Dr. Michael Bauman said...

Anonymous,
Goodness, I guess your collection of words constitutes a response of sorts. But this kind of sophistry only convinces the choir.

Here's what I mean:

Since when did your offense constitute an argument? Your being offended is a fact about you, not a valid argument about the merits of a position, any position. If so, it's hardly relevant. I await your valid argument.

Since when did placing a label such as "reactionary" on a position constitute a logical critique? I await your valid argument

Since when did your false reduction of possibilities -- either my view is cynical or else misguided -- constitute a valid argument? After all, numerous other possibilities exist, including the possibility that mine are logical deductions drawn from true premises, and as such constitute moving properly and rationally inside a worldview that you have erroneously rejected. If so, you have some explaining to do. I await your valid argument.

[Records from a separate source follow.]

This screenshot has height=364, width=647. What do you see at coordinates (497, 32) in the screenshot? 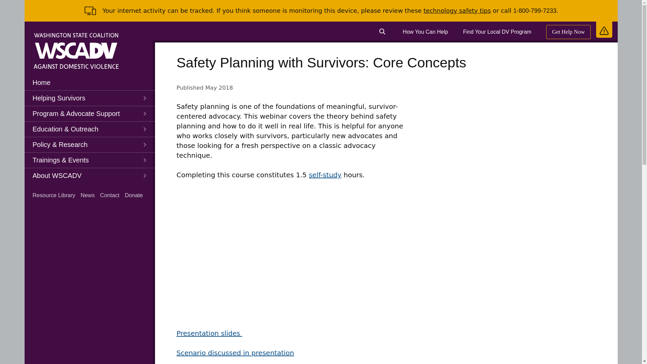
I see `Find Your Local DV Program` at bounding box center [497, 32].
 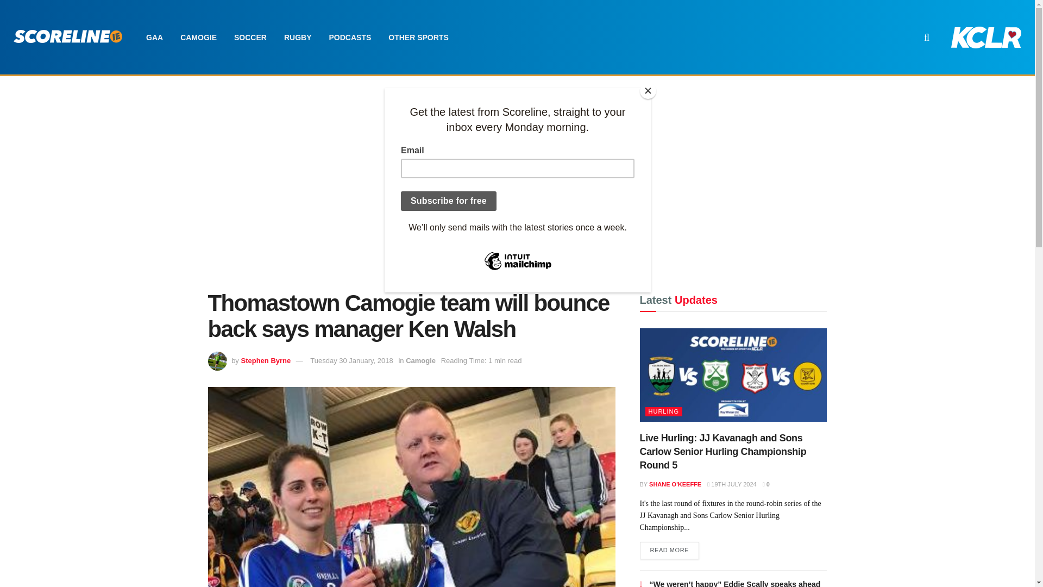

I also await your choice to speak in your own name.

Until then, you haven't responded to the case argued above that modern science arises from a worldview -- from a philosophy and a theology that for many reasons have been rejected by competent philosophers and theologians. Perhaps science was right to reject the philosophers and theologians who critiqued the scientific world view. If so, let's hear your philosophical case about why we all should be empiricists or pragmatists or, perhaps impossibly, both at once.

Having done that, you'll then need to refute the theologians. Let's hear your theological case against (1) Pannenberg's argument that theology and science employ precisely the same intellectual methods and that a critique of one is a critique of both, and (2) his notion that God is a field of force and therefore is more immanent than science has yet to conceive. Then (3) you'll have to refute Thomas Torrance's scientific application of Barth's rejection of natural theology. Good luck with all that. If you aren't sure which of their books to read or where to begin, let me know. I'll be glad to help.

If you decline to refute them because they are philosophers or theologians and, as such, they are irrelevant to science, then you are, indeed, practicing academic segregation of the sort I described.

Again, I await your valid arguments.

Dr. Michael Bauman said...

With all that behind you, Anonymous, you then can tackle the problem of traversing infinity: If one cannot traverse infinity, and if matter is infinitely old, how did we get from infinity past to today? If matter is not infinitely old, please explain its origins.

BRan said...

Great stuff. Sorry to post another link, but what you've identified here about modern science's arrogance and unduly narrow worldview brings to mind an essay by Edward Feser entitled "Blinded by Scientism" over at First Things - see http://www.thepublicdiscourse.com/2010/03/1174.

BRan said...

Sorry. It's actually published at "The Public Discourse", and not First Things. The link is still good, though...

Dr. Michael Bauman said...

Many thanks for the link, which I appreciate. Best to you.